Look through the panoramic film photographs of Associated Press's Markus Schreiber taken ahead of Auschwitz liberation 75th anniversary. On Monday hundreds of survivors from across the world will come back to visit Auschwitz for the official commemorations.
Auschwitz's walls, barracks, and chambers tell the powerful story of the Holocaust. It was the largest Nazi extermination camp and has become a potent symbol of the terror.
We take a look through the panoramic film photographs of Associated Press's Markus Schreiber, taken ahead of Auschwitz liberation 75th anniversary. On Monday hundreds of survivors from across the world will come back to visit Auschwitz for the official commemorations.
Prisoners arrived in cramped, windowless cattle trains. At the infamous ramp at Auschwitz, the Nazis selected those they could use as forced labourers. The others — old people, many women and especially children and babies, were gassed to death soon after their arrival.
Gas chambers and crematoria were found blown up by the Nazis before fleeing in an attempt to hide evidence of their mass killings. The watchtowers and some of the barracks where prisoners slept in cold, cramped conditions, are still intact.
In fact, Auschwitz is not one camp, but two. Auschwitz I, built in an abandoned Polish military base, operated as a camp for Polish prisoners, including Catholic priests and members of the nation's underground resistance again the German occupation. Auschwitz II, or Birkenau, a much bigger complex that was built later about three kilometres away to expedite the Nazis' Final Solution - a plan for the mass killing of Jews who were transported there from across Europe during World War II.
Auschwitz today is many things at once: an emblem of evil, a site of historical remembrance and a vast cemetery. It is a place where Jews make pilgrimages to pay tribute to ancestors whose ashes and bones remain part of the earth.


WHAT YOU HAVE TO DO — Going through the data below, please show each line containing the string "Enter".

RECORDS SUPPLIED —
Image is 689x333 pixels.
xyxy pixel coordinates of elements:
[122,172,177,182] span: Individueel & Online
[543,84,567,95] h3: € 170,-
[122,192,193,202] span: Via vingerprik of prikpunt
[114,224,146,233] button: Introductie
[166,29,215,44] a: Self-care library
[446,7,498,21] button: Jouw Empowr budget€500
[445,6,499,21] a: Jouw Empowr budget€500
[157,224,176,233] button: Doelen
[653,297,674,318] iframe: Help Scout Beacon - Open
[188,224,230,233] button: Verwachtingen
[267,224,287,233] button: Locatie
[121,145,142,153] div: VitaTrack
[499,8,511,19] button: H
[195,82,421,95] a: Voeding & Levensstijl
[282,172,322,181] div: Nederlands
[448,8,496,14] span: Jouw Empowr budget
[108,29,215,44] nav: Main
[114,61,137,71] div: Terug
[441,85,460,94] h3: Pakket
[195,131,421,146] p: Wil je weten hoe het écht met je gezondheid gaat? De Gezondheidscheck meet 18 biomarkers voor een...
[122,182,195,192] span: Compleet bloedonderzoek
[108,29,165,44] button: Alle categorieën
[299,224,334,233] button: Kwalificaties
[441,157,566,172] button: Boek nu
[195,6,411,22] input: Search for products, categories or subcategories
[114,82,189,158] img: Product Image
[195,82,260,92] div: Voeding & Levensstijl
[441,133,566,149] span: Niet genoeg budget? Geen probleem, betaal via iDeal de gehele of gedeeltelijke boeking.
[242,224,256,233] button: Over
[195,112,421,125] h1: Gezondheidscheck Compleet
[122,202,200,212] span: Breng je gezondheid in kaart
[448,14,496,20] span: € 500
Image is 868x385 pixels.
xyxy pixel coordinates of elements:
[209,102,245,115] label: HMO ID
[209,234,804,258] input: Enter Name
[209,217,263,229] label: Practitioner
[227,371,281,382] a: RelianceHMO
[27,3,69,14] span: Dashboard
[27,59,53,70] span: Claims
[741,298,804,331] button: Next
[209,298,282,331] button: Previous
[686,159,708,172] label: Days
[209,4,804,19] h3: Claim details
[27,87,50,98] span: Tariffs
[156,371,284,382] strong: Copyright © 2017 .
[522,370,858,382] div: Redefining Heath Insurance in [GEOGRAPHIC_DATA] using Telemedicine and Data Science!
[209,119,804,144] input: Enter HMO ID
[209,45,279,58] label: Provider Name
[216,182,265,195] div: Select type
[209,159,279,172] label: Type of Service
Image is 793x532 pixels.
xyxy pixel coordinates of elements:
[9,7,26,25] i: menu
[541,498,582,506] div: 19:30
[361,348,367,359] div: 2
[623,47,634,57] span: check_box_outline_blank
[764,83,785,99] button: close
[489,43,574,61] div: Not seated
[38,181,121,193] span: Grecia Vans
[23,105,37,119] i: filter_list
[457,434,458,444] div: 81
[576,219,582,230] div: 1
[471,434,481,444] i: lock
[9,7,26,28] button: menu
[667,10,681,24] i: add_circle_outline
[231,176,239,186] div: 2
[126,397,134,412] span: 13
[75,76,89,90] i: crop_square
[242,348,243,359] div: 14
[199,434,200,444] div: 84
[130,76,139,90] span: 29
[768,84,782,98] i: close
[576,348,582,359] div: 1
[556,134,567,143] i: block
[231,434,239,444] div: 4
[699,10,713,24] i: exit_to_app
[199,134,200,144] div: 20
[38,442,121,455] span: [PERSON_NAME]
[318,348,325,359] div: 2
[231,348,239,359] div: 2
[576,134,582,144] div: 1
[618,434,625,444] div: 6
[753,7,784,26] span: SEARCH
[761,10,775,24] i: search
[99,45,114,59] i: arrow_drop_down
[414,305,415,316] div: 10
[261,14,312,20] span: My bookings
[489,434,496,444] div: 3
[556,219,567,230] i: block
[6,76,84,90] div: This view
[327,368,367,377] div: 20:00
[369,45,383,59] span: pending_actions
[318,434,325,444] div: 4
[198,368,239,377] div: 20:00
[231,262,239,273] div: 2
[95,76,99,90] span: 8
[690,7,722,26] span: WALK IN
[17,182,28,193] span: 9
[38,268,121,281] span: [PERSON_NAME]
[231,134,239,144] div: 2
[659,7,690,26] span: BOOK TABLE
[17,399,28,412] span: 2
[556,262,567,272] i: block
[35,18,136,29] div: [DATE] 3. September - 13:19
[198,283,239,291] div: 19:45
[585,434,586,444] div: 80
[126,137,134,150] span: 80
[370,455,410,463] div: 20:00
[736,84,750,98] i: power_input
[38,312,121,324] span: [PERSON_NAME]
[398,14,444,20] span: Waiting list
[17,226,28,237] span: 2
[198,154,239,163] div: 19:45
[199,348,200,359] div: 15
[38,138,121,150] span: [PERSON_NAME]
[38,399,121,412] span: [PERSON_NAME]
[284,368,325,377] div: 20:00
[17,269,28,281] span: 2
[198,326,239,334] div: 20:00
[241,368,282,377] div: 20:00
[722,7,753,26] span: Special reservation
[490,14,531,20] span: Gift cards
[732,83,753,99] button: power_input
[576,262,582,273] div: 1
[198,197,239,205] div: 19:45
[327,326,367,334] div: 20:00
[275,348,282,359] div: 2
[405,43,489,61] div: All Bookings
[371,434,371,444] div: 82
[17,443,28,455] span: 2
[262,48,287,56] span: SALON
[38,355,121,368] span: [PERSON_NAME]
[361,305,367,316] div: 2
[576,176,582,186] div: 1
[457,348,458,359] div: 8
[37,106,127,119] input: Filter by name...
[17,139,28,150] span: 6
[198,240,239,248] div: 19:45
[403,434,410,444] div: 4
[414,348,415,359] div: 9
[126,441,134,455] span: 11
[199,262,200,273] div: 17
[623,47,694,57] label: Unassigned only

RESPONSE TO THE TASK —
[209,234,804,258] input: Enter Name
[209,119,804,144] input: Enter HMO ID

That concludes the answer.